Sarah Siddons (née Kemble) ('Mrs Siddons with the Emblems of Tragedy')

1 portrait of Sarah Siddons (née Kemble)

Sarah Siddons (née Kemble) ('Mrs Siddons with the Emblems of Tragedy'), by Sir William Beechey, 1793 -NPG 5159 - © National Portrait Gallery, London

© National Portrait Gallery, London

Mid-Georgian Portraits Catalogue

Sarah Siddons (née Kemble) ('Mrs Siddons with the Emblems of Tragedy')

by Sir William Beechey
1793
overall: 96 1/2 x 60 1/2 in.; 2456 x 1537 mm
NPG 5159

Inscriptionback to top

Signed and dated WB p./1793 on the tree trunk.
Stretcher stamped
F. Leedham Liner, indicating a date c.1880.

This portraitback to top

Beechey’s portrait conveys Mrs Siddon’s eminence as a Shakespearean tragedienne through emblem rather than attitude or performance, thus contrasting with the great Reynolds whole length of 1784. It was criticised at the RA in 1794 by Pasquin: ‘the attitutude is affectedly disgusting. It conveys the semblance of a gipsy in sattin, disporting at a masquerade, rather than the murder-loving Melpomene. As a portrait the figure is too thin for the original ...’. [1] Ironically NPG 5159 came to bear an attribution to Reynolds between 1878 and 1894 which was dismissed by Graves & Cronin in 1900.
The head closely resembles that painted by Gilbert Stuart in 1787, see NPG 50. A reduced version, probably a preliminary sketch, the pedestal prominently inscribed Sacred/to/the Memory/of/Will:/Shakespere was in the collection of Mrs Arthur Bull at Brynderwen, Usk, in 1962. [2]

Footnotesback to top

1) Quoted by W. Roberts, Sir William Beechey RA, 1907, pp 45-46.
2) J. Steegman, Portraits in Welsh Houses, II, p 125, no.5. Possibly the small copy of Mrs Siddons as the Tragic Muse sold Christie’s, 26 May 1821, lot 17.

Referenceback to top

Asleson 1999
R. Asleson ed., A Passion for Performance, Sarah Siddons and her Portraitists, exhibition catalogue, Getty Museum, 1999, pp 75-76.

Graves & Cronin 1899-1901
A. Graves & W. V. Cronin, A History of the Works of Sir Joshua Reynolds, 4 vols., 1899-1901, III, p 900.

Roberts 1907
W. Roberts, Sir William Beechey RA, 1907, pp 45-46, 266.

Physical descriptionback to top

Dark brown eyes, grey powdered hair, highly coloured complexion; a dagger in her right hand, a tragic mask in her right; wearing a black dress, a white turban topped with lace, white frilled muslin collar; a grieving putto sits on the pedestal inscribed: Shakespeare/Dedit/Loqui.

Provenanceback to top

Artist’s sale, Christie’s, 11 June 1836, lot 67, bought in; studio sale, Rainy’s, 19 July 1839, unsold; the 4th Earl Brooke(1818-93) by 1860; Trustees of Lord Brooke’s Settlement sale, Christie’s, 22 March 1968, lot 75; Dr D. M. MacDonald, by whom presented 1977.

Exhibitionsback to top

RA 1794 (127, 'Mrs Siddons with the Emblems of Tragedy'); British Institution 1860 (121) and British Institution 1867 (139), lent by the Earl of Warwick; RA 1878 (229, as Reynolds); Royal House of Guelph, New Gallery, London, 1891 (354, as Reynolds); Fair Women, Grafton Gallery, 1894 (79, as Reynolds?); The Collection of Dr D. M. Macdonald, Leggatt, 1970 (1); Regency Portraits, Kenwood, 1986; Art on the Line, Courtauld Gallery, 2001 (64).


This extended catalogue entry is from the out-of-print National Portrait Gallery collection catalogue: John Ingamells, National Portrait Gallery: Mid-Georgian Portraits 1760-1790, National Portrait Gallery, 2004, and is as published then. For the most up-to-date details on individual Collection works, we recommend reading the information provided in the Search the Collection results on this website in parallel with this text.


**Exercise**: Starting at the top line and ending at the bottom one, repeat the entries exactly and drop every picture.
----------
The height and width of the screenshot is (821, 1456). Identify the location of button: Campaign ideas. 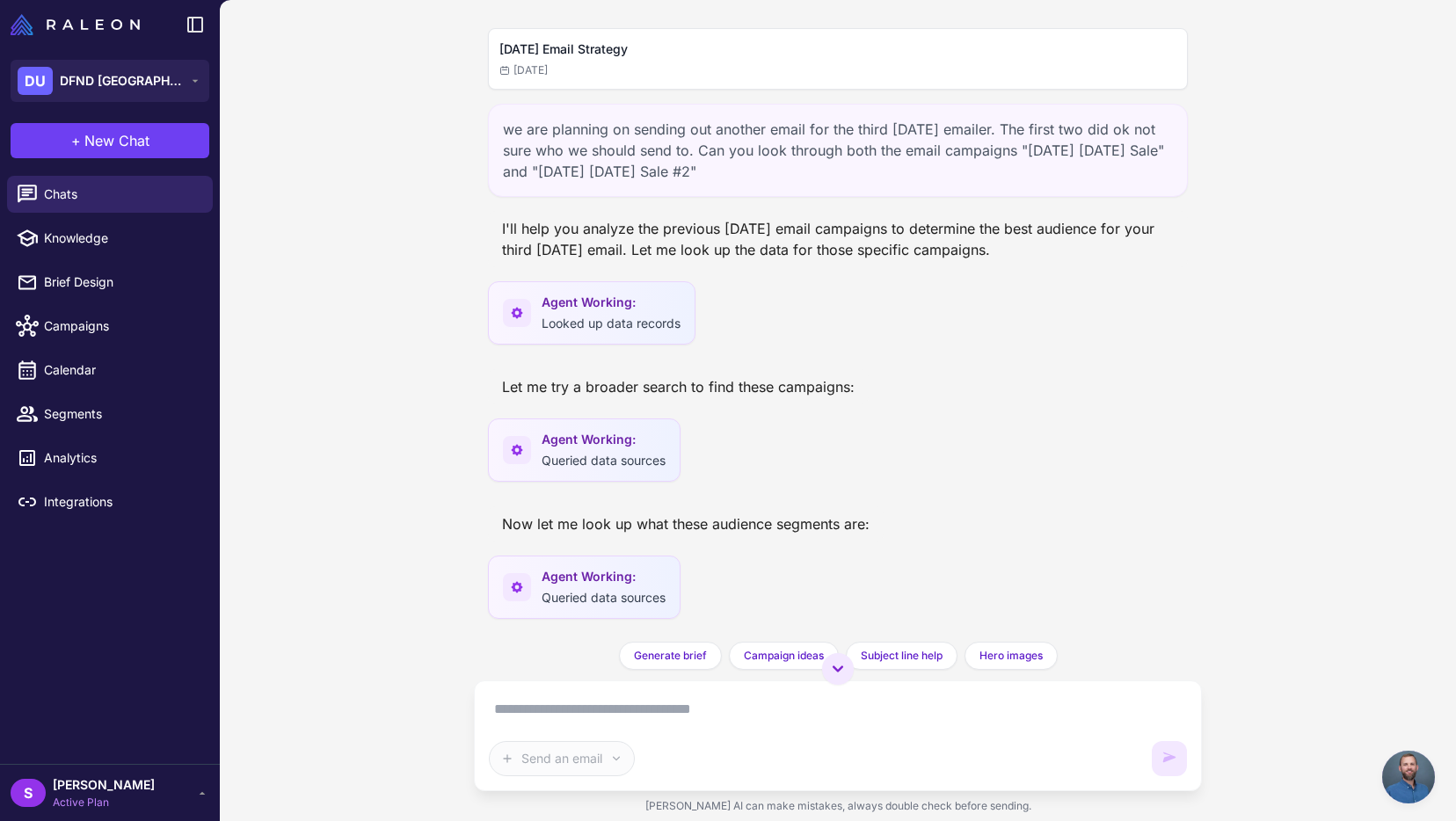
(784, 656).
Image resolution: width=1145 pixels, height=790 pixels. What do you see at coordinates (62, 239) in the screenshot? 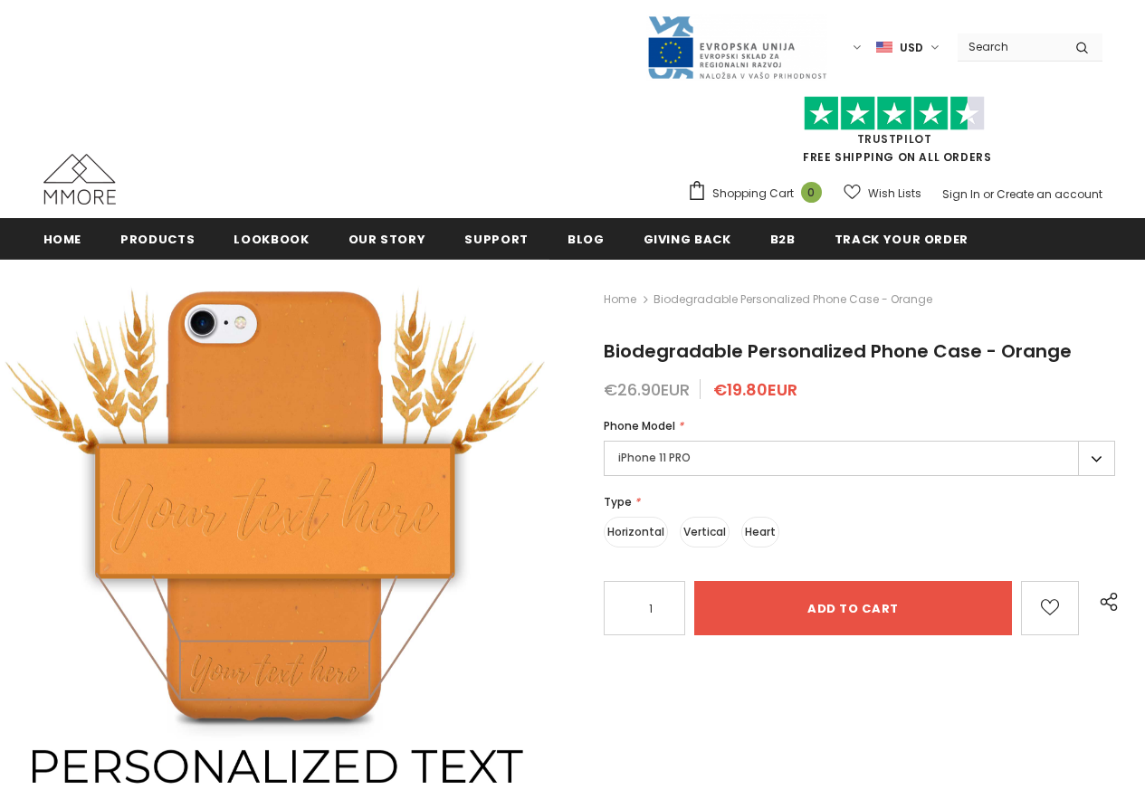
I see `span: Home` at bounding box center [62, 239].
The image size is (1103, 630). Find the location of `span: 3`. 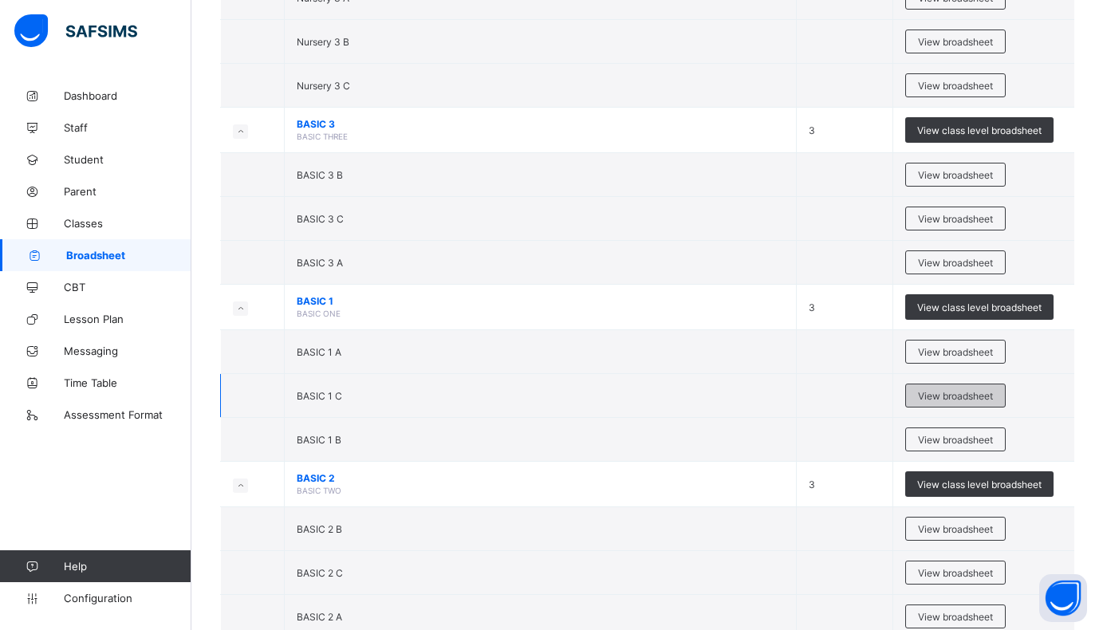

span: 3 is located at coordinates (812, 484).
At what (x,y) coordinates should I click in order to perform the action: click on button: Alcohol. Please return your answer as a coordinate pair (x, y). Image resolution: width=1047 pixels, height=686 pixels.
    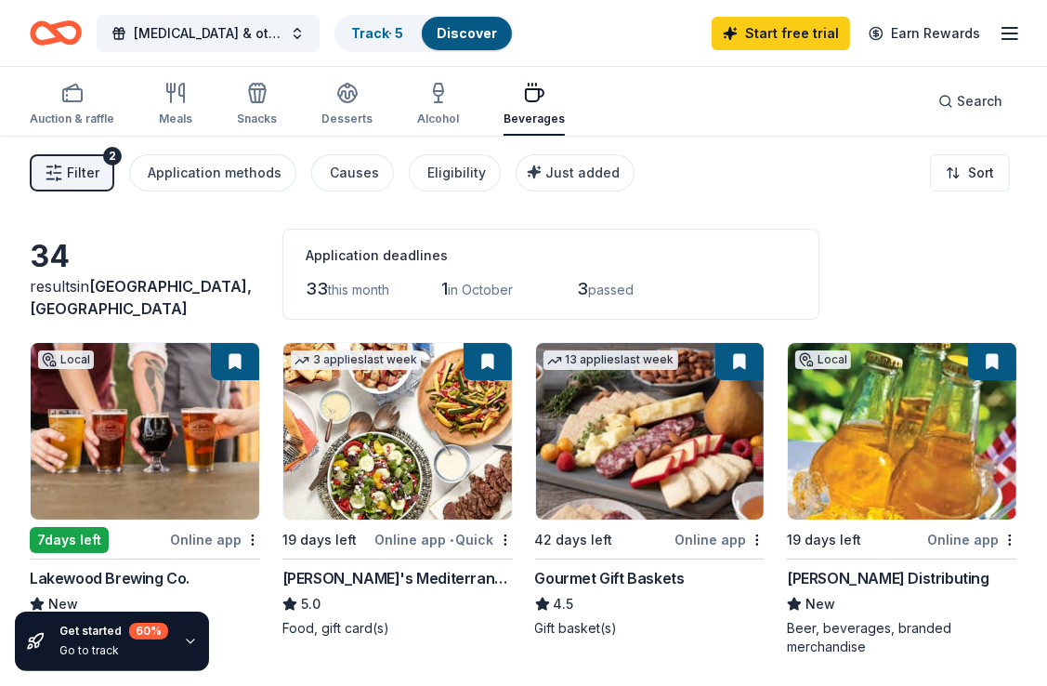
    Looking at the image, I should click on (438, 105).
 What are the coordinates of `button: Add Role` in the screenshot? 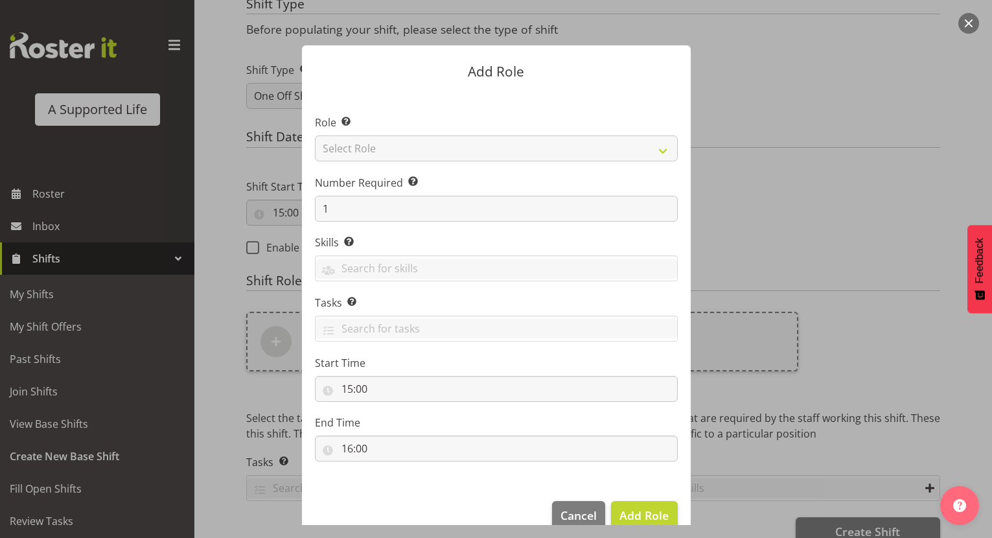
----------
**Exercise solution**:
The height and width of the screenshot is (821, 1456). Identify the location of button: Campaign ideas. 
(784, 656).
Image resolution: width=1145 pixels, height=790 pixels. What do you see at coordinates (62, 239) in the screenshot? 
I see `span: Home` at bounding box center [62, 239].
The image size is (1103, 630). Find the location of `span: 3`. 

span: 3 is located at coordinates (812, 484).
At what (x,y) coordinates should I click in order to perform the action: click on button: Alcohol. Please return your answer as a coordinate pair (x, y). Image resolution: width=1047 pixels, height=686 pixels.
    Looking at the image, I should click on (438, 105).
 What are the coordinates of `button: Add Role` in the screenshot? 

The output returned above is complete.